September 15, 2006 at 9:44 am
I'm creating a view and seem to be getting some strange results...
Breaking the query down its most basic structure(s), the following happens:
select count(*) from mainestimatedetails
This gives x number of estimates. This works fine.
select count(*) from mainestimatedetails where id in (select estimateid from mainjobdetails)
This gives the number of estimates that have been converted into jobs. So far so good.
select count(*) from mainestimatedetails where id not in (select estimateid from mainjobdetails)
This is where the problem lies... On SOME of my databases (5 out of 7), this returns a 0 rather than the expected result (none of the dbs have a 100% conversion rate).
Does anyone out there have any ideas on why this could be happening? I know I can get around the issue by subtracting the converted quotes from the total number but I need to apply the un-ordered quotes figure to a more complex formula and it's getting a bit on the un-wieldy side.

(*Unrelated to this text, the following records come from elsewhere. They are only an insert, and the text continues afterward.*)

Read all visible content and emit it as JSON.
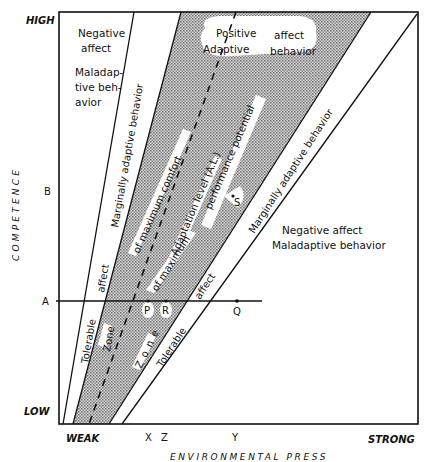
{
  "figure": {
    "y_axis": {
      "title": "COMPETENCE",
      "high_label": "HIGH",
      "low_label": "LOW",
      "markers": [
        "B",
        "A"
      ]
    },
    "x_axis": {
      "title": "ENVIRONMENTAL PRESS",
      "weak_label": "WEAK",
      "strong_label": "STRONG",
      "markers": [
        "X",
        "Z",
        "Y"
      ]
    },
    "regions": {
      "upper_left": {
        "line1": "Negative",
        "line2": "affect",
        "line3": "Maladap-",
        "line4": "tive beh-",
        "line5": "avior"
      },
      "upper_center": {
        "line1a": "Positive",
        "line1b": "affect",
        "line2a": "Adaptive",
        "line2b": "behavior"
      },
      "lower_right": {
        "line1": "Negative affect",
        "line2": "Maladaptive behavior"
      }
    },
    "band_labels": {
      "left_marginal": "Marginally  adaptive  behavior",
      "left_affect": "affect",
      "left_tolerable": "Tolerable",
      "left_zone": "Zone",
      "max_comfort": "of  maximum  comfort",
      "adaptation_level": "Adaptation  level (A.L.)",
      "of_maximum": "of  maximum",
      "performance_potential": "performance  potential",
      "right_zone": "Z o n e",
      "right_tolerable": "Tolerable",
      "right_affect": "affect",
      "right_marginal": "Marginally  adaptive  behavior"
    },
    "points": {
      "P": "P",
      "R": "R",
      "Q": "Q",
      "S": "S"
    }
  }
}
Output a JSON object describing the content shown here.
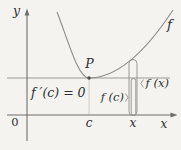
{
  "figure": {
    "type": "calculus-minimum-diagram",
    "colors": {
      "background": "#f4f3ef",
      "axis": "#6e6e6e",
      "curve": "#8a8a8a",
      "tangent": "#9c9c97",
      "guide": "#c4c2ba",
      "bracket": "#8f8f8b",
      "dot": "#4f4f4f",
      "text": "#2e2e2e"
    },
    "labels": {
      "y_axis": "y",
      "x_axis": "x",
      "origin": "0",
      "curve": "f",
      "point": "P",
      "c_coordinate": "c",
      "x_coordinate": "x",
      "derivative_equation": "f ′(c) = 0",
      "f_of_c": "f (c)",
      "f_of_x": "f (x)"
    }
  }
}
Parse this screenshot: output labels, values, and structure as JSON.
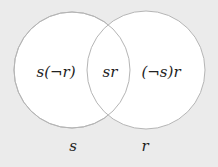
{
  "diagram": {
    "type": "venn",
    "sets": [
      {
        "name": "s",
        "label": "s"
      },
      {
        "name": "r",
        "label": "r"
      }
    ],
    "regions": {
      "s_only": "s(¬r)",
      "both": "sr",
      "r_only": "(¬s)r"
    },
    "colors": {
      "background": "#ebebeb",
      "fill": "#ffffff",
      "stroke": "#b5b5b5"
    }
  }
}
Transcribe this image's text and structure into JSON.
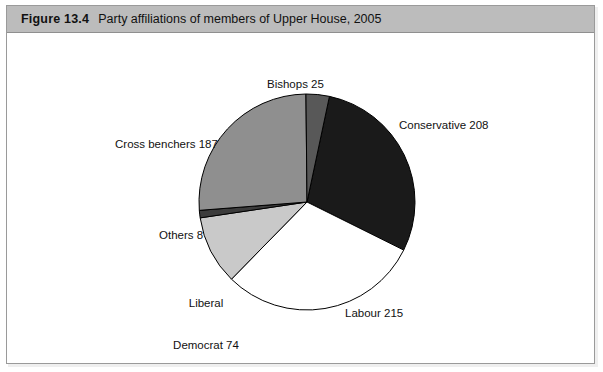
{
  "figure": {
    "number": "Figure 13.4",
    "caption": "Party affiliations of members of Upper House, 2005"
  },
  "chart_data": {
    "type": "pie",
    "title": "Party affiliations of members of Upper House, 2005",
    "xlabel": "",
    "ylabel": "",
    "total": 717,
    "start_angle_deg": 12,
    "direction": "clockwise",
    "legend": "none (labels placed around pie)",
    "grid": false,
    "categories": [
      "Conservative",
      "Labour",
      "Liberal Democrat",
      "Others",
      "Cross benchers",
      "Bishops"
    ],
    "values": [
      208,
      215,
      74,
      8,
      187,
      25
    ],
    "labels": [
      "Conservative 208",
      "Labour 215",
      "Liberal Democrat 74",
      "Others 8",
      "Cross benchers 187",
      "Bishops 25"
    ],
    "slices": [
      {
        "name": "Conservative",
        "value": 208,
        "label": "Conservative 208",
        "color": "#1a1a1a",
        "stroke": "#000000"
      },
      {
        "name": "Labour",
        "value": 215,
        "label": "Labour 215",
        "color": "#ffffff",
        "stroke": "#000000"
      },
      {
        "name": "Liberal Democrat",
        "value": 74,
        "label_line1": "Liberal",
        "label_line2": "Democrat 74",
        "label": "Liberal Democrat 74",
        "color": "#c9c9c9",
        "stroke": "#000000"
      },
      {
        "name": "Others",
        "value": 8,
        "label": "Others 8",
        "color": "#3c3c3c",
        "stroke": "#000000"
      },
      {
        "name": "Cross benchers",
        "value": 187,
        "label": "Cross benchers 187",
        "color": "#8f8f8f",
        "stroke": "#000000"
      },
      {
        "name": "Bishops",
        "value": 25,
        "label": "Bishops 25",
        "color": "#585858",
        "stroke": "#000000"
      }
    ]
  },
  "colors": {
    "caption_bar": "#bcbcbc",
    "frame_border": "#9a9a9a",
    "plot_background": "#ffffff",
    "text": "#111111"
  }
}
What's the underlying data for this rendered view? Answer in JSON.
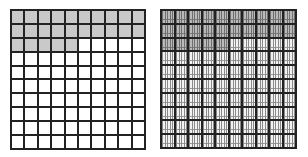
{
  "figure": {
    "colors": {
      "grid_line": "#222222",
      "shaded": "#c9c9c9",
      "unshaded": "#ffffff"
    },
    "left_grid": {
      "rows": 10,
      "cols": 10,
      "subdivisions_per_cell": 1,
      "shaded_cells": 25,
      "shaded_pattern": "rows 1-2 fully shaded, row 3 first 5 cells shaded"
    },
    "right_grid": {
      "rows": 10,
      "cols": 10,
      "subdivisions_per_cell": 10,
      "shaded_cells": 25,
      "shaded_pattern": "rows 1-2 fully shaded, row 3 first 5 cells shaded"
    }
  }
}
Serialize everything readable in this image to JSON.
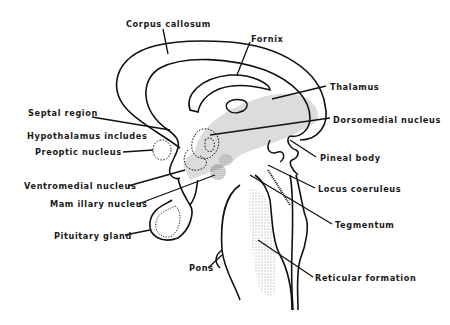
{
  "diagram": {
    "type": "anatomical sagittal section of brain",
    "labels": [
      {
        "id": "corpus-callosum",
        "text": "Corpus callosum",
        "x": 126,
        "y": 19
      },
      {
        "id": "fornix",
        "text": "Fornix",
        "x": 251,
        "y": 34
      },
      {
        "id": "thalamus",
        "text": "Thalamus",
        "x": 330,
        "y": 82
      },
      {
        "id": "septal-region",
        "text": "Septal region",
        "x": 28,
        "y": 108
      },
      {
        "id": "dorsomedial-nucleus",
        "text": "Dorsomedial nucleus",
        "x": 333,
        "y": 115
      },
      {
        "id": "hypothalamus-includes",
        "text": "Hypothalamus includes",
        "x": 27,
        "y": 131
      },
      {
        "id": "preoptic-nucleus",
        "text": "Preoptic nucleus",
        "x": 35,
        "y": 147
      },
      {
        "id": "pineal-body",
        "text": "Pineal body",
        "x": 320,
        "y": 153
      },
      {
        "id": "ventromedial-nucleus",
        "text": "Ventromedial nucleus",
        "x": 24,
        "y": 181
      },
      {
        "id": "locus-coeruleus",
        "text": "Locus coeruleus",
        "x": 318,
        "y": 184
      },
      {
        "id": "mamillary-nucleus",
        "text": "Mam illary nucleus",
        "x": 50,
        "y": 199
      },
      {
        "id": "tegmentum",
        "text": "Tegmentum",
        "x": 335,
        "y": 220
      },
      {
        "id": "pituitary-gland",
        "text": "Pituitary gland",
        "x": 54,
        "y": 231
      },
      {
        "id": "pons",
        "text": "Pons",
        "x": 189,
        "y": 263
      },
      {
        "id": "reticular-formation",
        "text": "Reticular formation",
        "x": 315,
        "y": 273
      }
    ]
  }
}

Thanks in advance for any help you can offer.
Mat
September 15, 2006 at 10:28 am
I know that query should have worked. Can you try this
select count(*) from mainestimatedetails where not exists (select 1 from mainjobdetails where mainestimatedetails.id =mainjobdetails.estimateid)
Thanks
Sreejith
September 15, 2006 at 10:31 am
I'll give it a shot 1st thing on Monday morning... Cheers
September 15, 2006 at 10:32 am
The in and not in clauses are being turned into join/outer join clauses by the optimizer:
select count(*)
from mainestimatedetails d, mainjobdetails j
where d.id *= j.estimateid
and j.estimateid is null
Unfortunately, for SQL 2000 at least, it cannot properly handle the search criteria on an outer joined table. You could use ANSI syntax:
select count(*)
from mainestimatedetails d outer join mainjobdetails j on d.id = j.estimateid
where j.estimateid is null
or, to make it work in T-SQL, use "not exists" with a joined sub-query instead:
select count(*)
from mainestimatedetails d
where not exists (select 1 from mainjobdetails j where j.estimateid = d.id)
September 18, 2006 at 2:01 am
Cheers for that ... the NOT EXISTS works perfectly.